The authors, in part, blame poor timing in the use of hospital services, such as elective surgical suites during prime emergency room days, Tuesday, Wednesday and Thursday. On those days, surges occur, although they are largely unpredictable.

"During these times, everything goes wrong, ambulances are diverted, patients are boarded in emergency departments, patients are often prematurely discharged from the ICU to make room for more ill patients or elective surgical cases, nurses are overloaded and stressed and patient discharges take place prematurely, resulting in patient readmissions.

"On days like these, hospital clinicians and managers face an unlikable dilemma, to admit a patient to a nonpreferred unit or to board the patient in the emergency department or the postanesthesia care unit until a bed in the preferred unit becomes available.

"During these times," they continued, "proper placement is an exercise in wishful thinking and the definition of a preferred bed becomes 'the one that is available.'"

In an interview, Litvak said, "We put patients wherever there is a hole. We're not in the position to put the right patient in the right bed."

They added that the benefits of such teams, also called "Code Blue" teams, have not been proven. "RRT studies were often of poor quality and clinicians often failed to call an RRT when they should have, leading to uncertainty in the estimates of benefit."

"It seems perverse to measure the success of RRTs by counting the number of saved lives that were put at risk by triage errors, driven by ineffective management of patient flow," they wrote.

The concept of rapid response teams was developed decades ago in Australia, but it was greatly advanced in the U.S. by new Centers for Medicare & Medicaid Services director Don Berwick, MD, then president and CEO of the Institute for Healthcare Improvement. IHI made rapid response teams one of the seven safety strategies in its "100,000 Lives Campaign" in 2005.

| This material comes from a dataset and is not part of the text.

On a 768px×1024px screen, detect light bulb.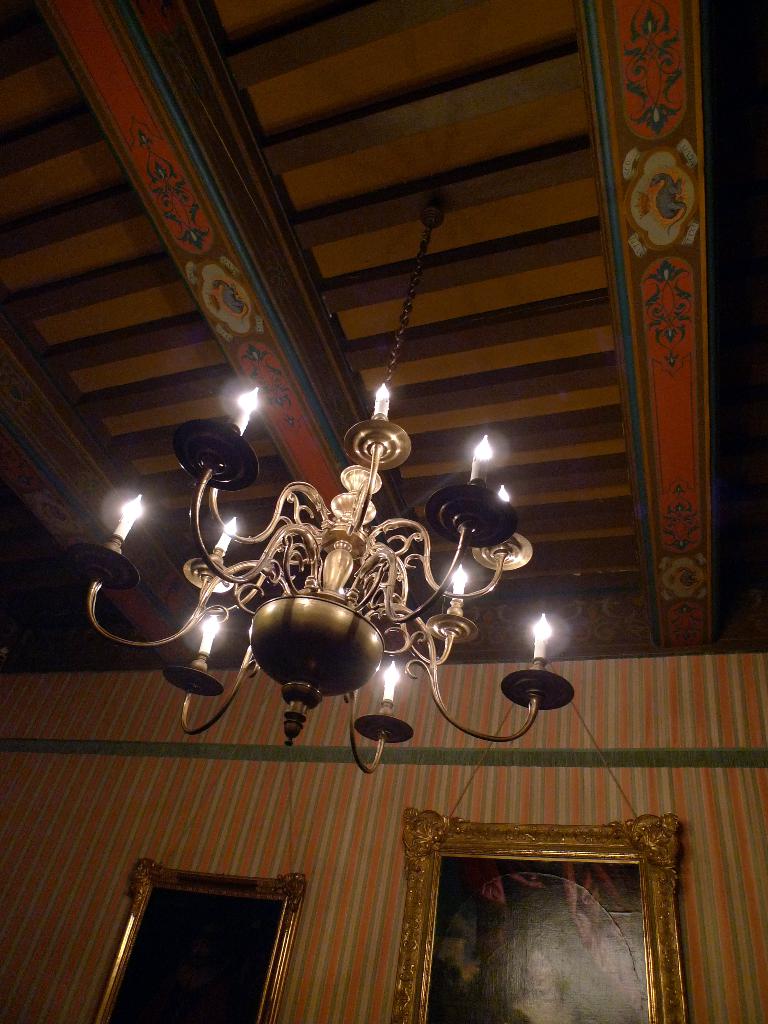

Since then, says Don Goldmann, MD, IHI senior vice president, rapid response teams have proliferated in hundreds to thousands of hospitals.

Goldmann says that while he agrees in principle with Pronovost's and Litvak's arguments, "Emergency department physicians and staff can't tell in every case which patients are going to experience some problems, even though when they are admitted they look like they'll be fine on a regular unit."

He also says that while he knows some question the validity of studies that says rapid response teams do save lives, it would hard to test the theory today with a trial. "Most institutional review boards would find it problematic to set up a control group," he says.

In an interview, Litvak expanded on ways to solve the problem. He said that much of the ICU demand may be alleviated by smoothing out elective surgical schedules.  Hospitals can avoid having to move patients out of ICUs, or assigning them to non-monitored beds, by adjusting surgical schedules. That smoothes the flow of patients from the crowded emergency room as well, he said.

Goldmann says that the take-home message of the Pronovost and Litvak commentary should be that "as much as possible, patients' risks should be assessed.  Their point is As much as possible, patients risks should be properly assessed, and if they need an intensive care or monitored bed, that's where they should go."

But Litvak says the problem goes much deeper: poor attention to patient flow management.

"If you ask me today, could you tell me which type of medical error is bigger: errors caused by clinical mistakes or errors from patient flow mismanagement I would have a real problem answering. And yet the whole country is concentrating on the first and the second is off the radar screen. It's at least equally significant and has been completely overlooked."